At 37 years old, I have lived and worked in London for 17 years. I am female, reasonably educated, maintain my own home, car and job.
I am autistic.
I am exhausted.
Like some other women on the spectrum, I was not diagnosed until I was in my 30s, and understanding and coming to terms with that knowledge has taken time. It has taken time to unravel the course of events through which my life has been woven and time to understand the challenges that have led to health and emotional crises.
Three things it is important to understand:
- Autism is not a mental health condition, it is a neurological and therefore physical disorder.
- Autism does not mean a lack of difficult challenges in some people, simply that they may be more masked.
- There is an 85 percent unemployment rate amongst working-age autistic adults in the U.K., according to the Big Business Boost.
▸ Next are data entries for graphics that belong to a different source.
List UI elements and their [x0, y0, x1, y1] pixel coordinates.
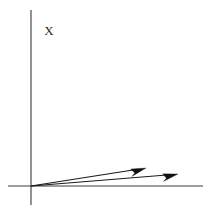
vector-1-arrowhead [131, 168, 146, 176]
vector-2-shaft [31, 175, 170, 186]
vector-diagram-figure: X [0, 0, 210, 213]
vector-1-shaft [31, 169, 138, 186]
vector-diagram-canvas: X [0, 0, 210, 213]
vertical-axis-label: X [44, 23, 54, 38]
vector-2-arrowhead [163, 174, 178, 182]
Like much surrounding autism, there is a general misconception of how the spectrum works. When we look at a spectrum in any other context, we tend to depict it as circular; take the color and light spectrums as examples. However, when people describe the autism spectrum, they seem to have the image of a straight ruler, moving people up and down a scale dependent on “how autistic” the outside party deems the person they are interacting with to be. As an adult who is considered “high-functioning,” this often leads to unhelpful external input regarding the difficulties I experience on a daily basis. People often see a mental health disorder and not a condition that can have physical characteristics.
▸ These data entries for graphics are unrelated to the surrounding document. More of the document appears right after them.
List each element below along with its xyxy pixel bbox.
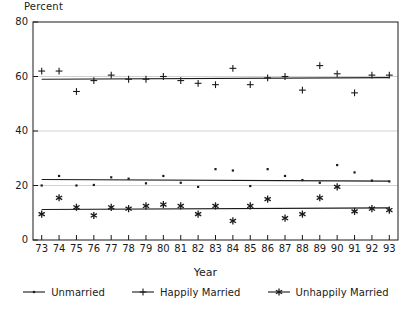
chart-figure <box>0 0 411 309</box>
marker-dot <box>267 168 269 170</box>
marker-dot <box>110 176 112 178</box>
marker-dot <box>301 179 303 181</box>
y-tick-label: 20 <box>6 180 28 191</box>
marker-dot <box>41 184 43 186</box>
marker-dot <box>127 178 129 180</box>
y-tick-label: 60 <box>6 71 28 82</box>
marker-dot <box>197 186 199 188</box>
marker-dot <box>33 291 35 293</box>
x-axis-label: Year <box>0 266 411 279</box>
marker-dot <box>93 184 95 186</box>
y-axis-label: Percent <box>24 1 63 12</box>
legend-marker-asterisk-icon <box>267 286 291 298</box>
marker-dot <box>162 175 164 177</box>
y-tick-label: 40 <box>6 125 28 136</box>
marker-dot <box>353 171 355 173</box>
marker-dot <box>58 175 60 177</box>
marker-dot <box>145 182 147 184</box>
chart-background <box>0 0 411 309</box>
marker-dot <box>75 184 77 186</box>
legend-item-unhappily-married[interactable]: Unhappily Married <box>267 286 389 298</box>
x-tick-label: 93 <box>376 243 402 254</box>
marker-dot <box>214 168 216 170</box>
legend-label: Happily Married <box>160 287 241 298</box>
y-tick-label: 80 <box>6 16 28 27</box>
y-tick-label: 0 <box>6 234 28 245</box>
marker-dot <box>371 179 373 181</box>
marker-dot <box>336 164 338 166</box>
chart-legend: UnmarriedHappily MarriedUnhappily Marrie… <box>0 286 411 298</box>
legend-marker-dot-icon <box>22 286 46 298</box>
legend-marker-plus-icon <box>131 286 155 298</box>
marker-dot <box>232 169 234 171</box>
marker-dot <box>180 182 182 184</box>
legend-label: Unhappily Married <box>296 287 389 298</box>
legend-label: Unmarried <box>51 287 105 298</box>
marker-dot <box>319 182 321 184</box>
marker-dot <box>284 175 286 177</box>
legend-item-unmarried[interactable]: Unmarried <box>22 286 105 298</box>
marker-dot <box>388 180 390 182</box>
marker-dot <box>249 185 251 187</box>
legend-item-happily-married[interactable]: Happily Married <box>131 286 241 298</box>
As one of the 15 percent of autistic adults who have maintained work throughout adulthood, the exhaustion of the daily sensory overload of working in one of the world’s most frenetic cosmopolitan hubs, navigating the personal interactions and the long working days have taken a dramatic toll that I am only now beginning to understand.
Sensory overload I can only describe as akin to being trapped inside a Faraday Cage with electricity being shot at you that the cage is not protecting your brain from, with the neural pathways triggering and misfiring electrical responses that cause your mind to retreat as a physical trickle-down occurs to the rest of your body. The result of this is commonly described as meltdown, looking to an outsider like a temper tantrum, but actually the reaction to an explosion of internal pain caused by an electrical release from all of your nerve endings at once.
Thirty-seven years of dealing with this while navigating the world has led to monumental burnouts, where I haven’t been able to function for weeks, meltdowns of such epic proportion that they have led to accidental overdose and hospital stays just because I realize now I was trying to find any kind of relief. The loss of friends, the loss of jobs, occasionally what feels like the temporary loss of sanity.
The reason I write this is that it is important for people to understand that an independent, functioning life as an adult on the spectrum is possible. I work in offices in jobs that require negotiation skills and vast amounts of interaction, I create policy, I work with data, I occasionally people-find for authors. I use the subset of skills that autism has enabled in my brain to find the stories in patterns. What is vastly important is understanding self-care and how to manage any challenges so they don’t over-ride you. That is why advocacy and increased understanding of how to live are so important.
There is a story as old as the world that tells us that, as humans, we are here to connect; only connect. Sentient beings, it is built into our DNA to link with each other, build relationships, families, community. And when you look at the science of it, I suppose that makes sense. All of the evidence is out there, written into the building blocks of nature and of the universe itself. There’s a magnetism to the space we inhabit, to the world around us, that draws everything together. Whether it be Einstein’s Gravitational Waves or the Golden Ratio, the ecology of connection and the ways in which we fit together are scattered and hewn into every particle of every organism across the entirety of space and time. And so it happens that connection begets connection and in turn begets life. We are born of the connection between our parents, into these families and communities and in turn build our own relationships, families and communities, down through history. A constant thrum of connection and creation. While it often seems that autism is a disorder embodied by disconnection, what I now understand is there are ways for everyone to fit; it is just a case of shuffling the pieces and making the small adjustments until we do.
I would like to work towards a world where neurodiversity in the workplace is fully understood, and employers can make adjustments for this. I would like to live in a world where I don’t get home from work at the end of the day and have to sit in a darkened room for hours. I would like to live a life where I can go out in the evening during the week or on a Sunday evening and not be totally wiped out.
But until that point, now that I understand, I just need to do whatever tiny things I can to improve understanding and hopefully eventually improve life for others on the spectrum.